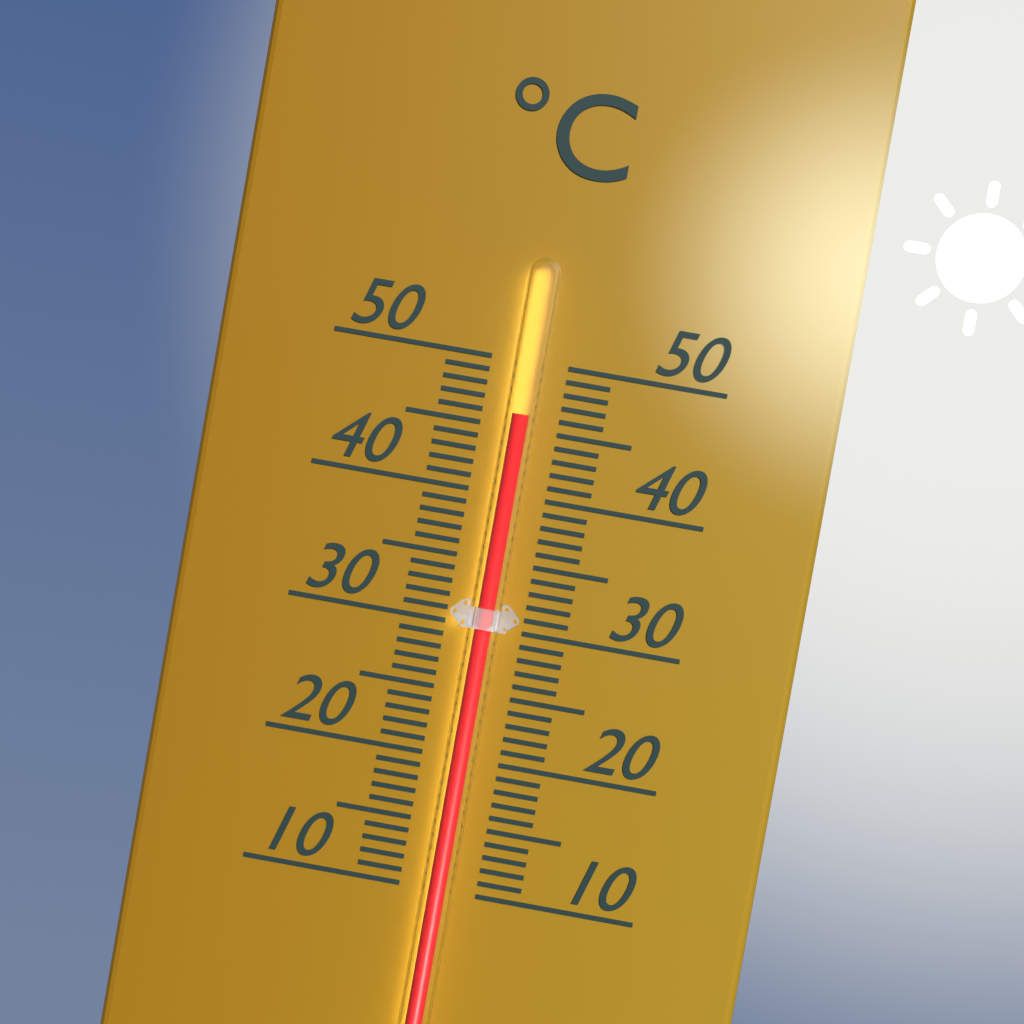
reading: 46 °C
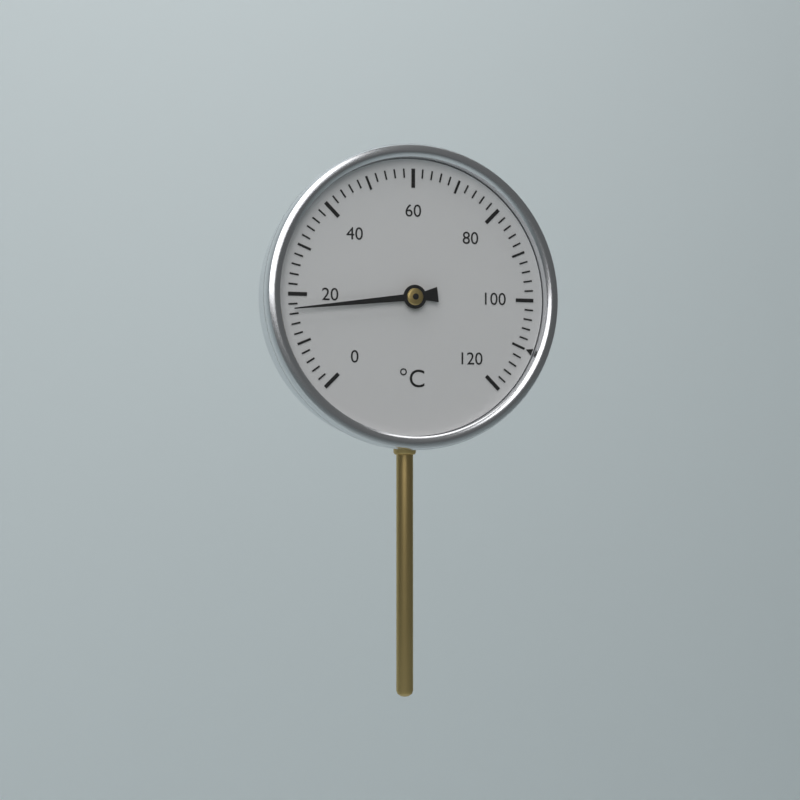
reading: 17 °C
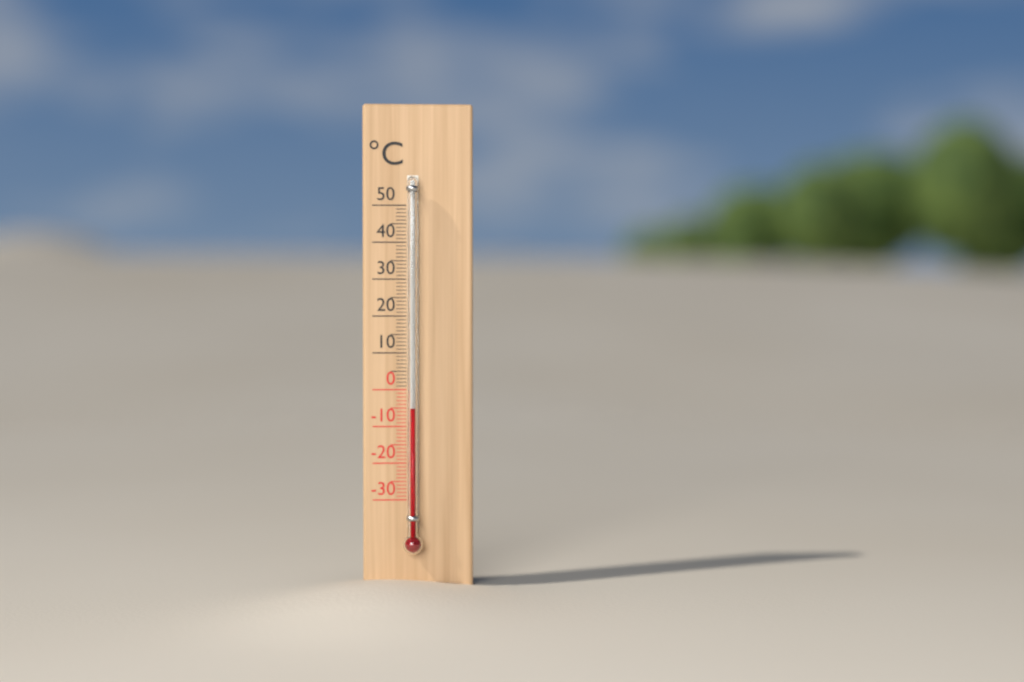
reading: -5 °C
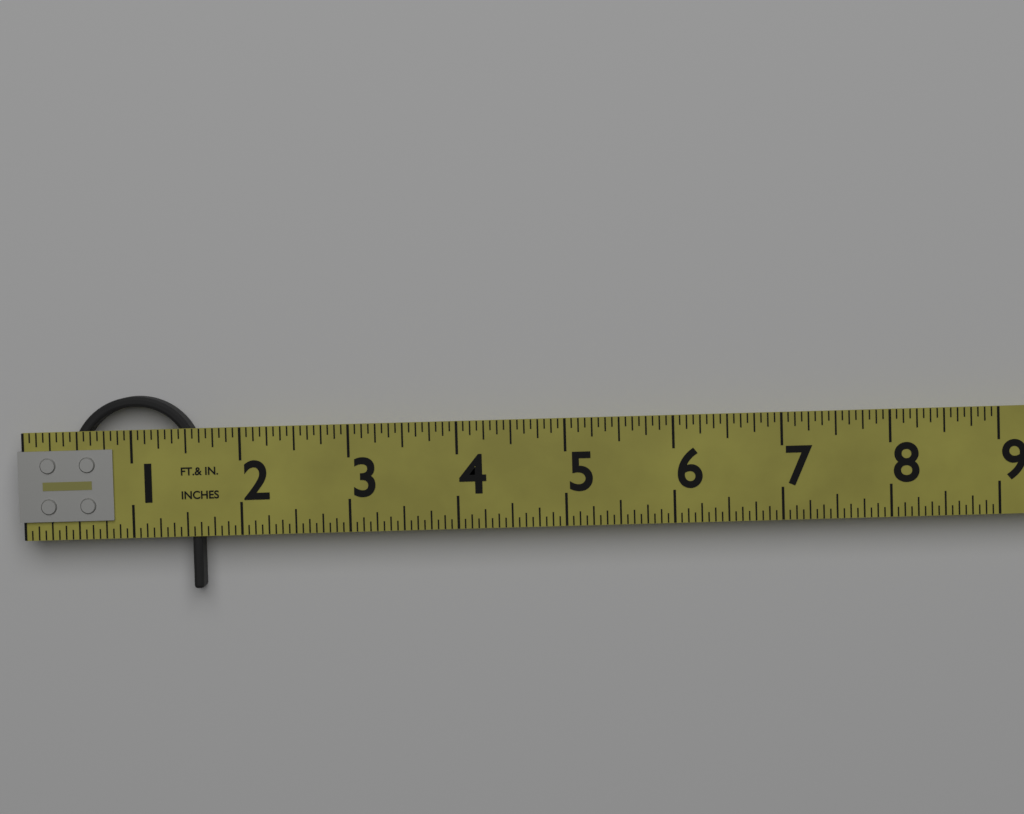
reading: 1.6250 in
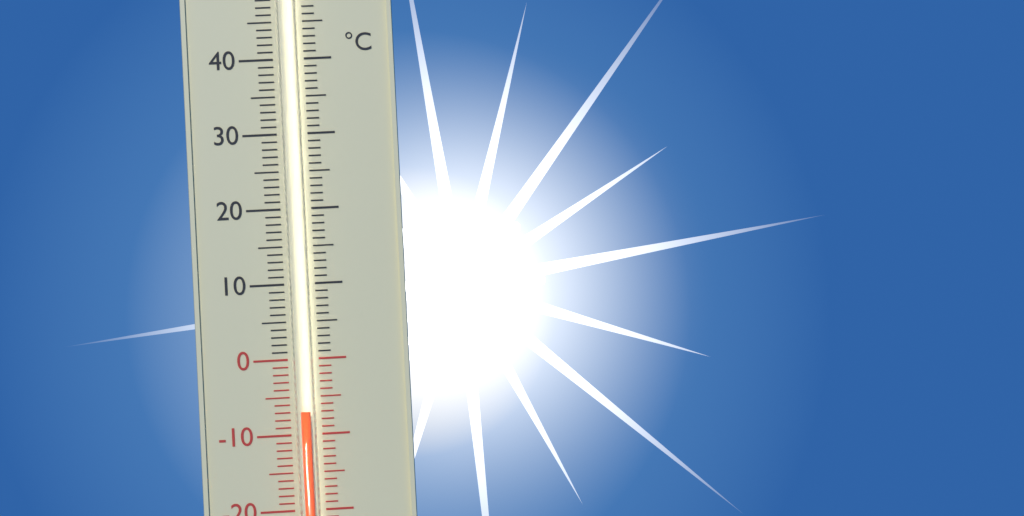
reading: -7 °C
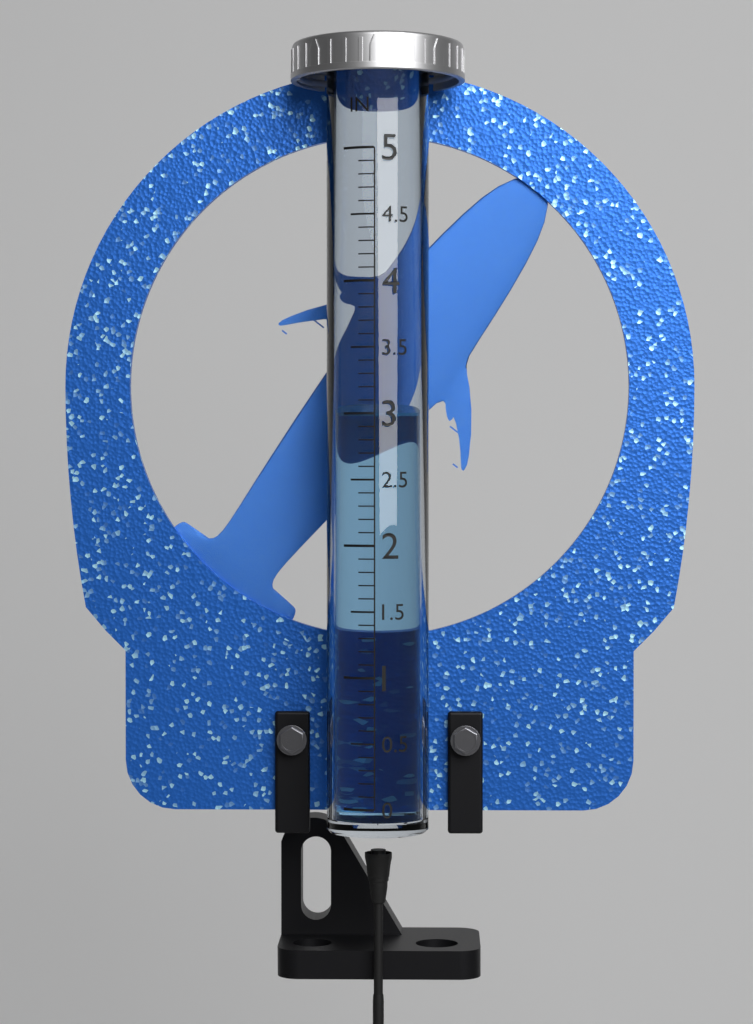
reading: 3.0 in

● **HOW TO COMPLETE THIS TASK**
Print every record exactly without the images.

● **WRITTEN SOLUTION**
reading: 46 °C
reading: 17 °C
reading: -5 °C
reading: 1.6250 in
reading: -7 °C
reading: 3.0 in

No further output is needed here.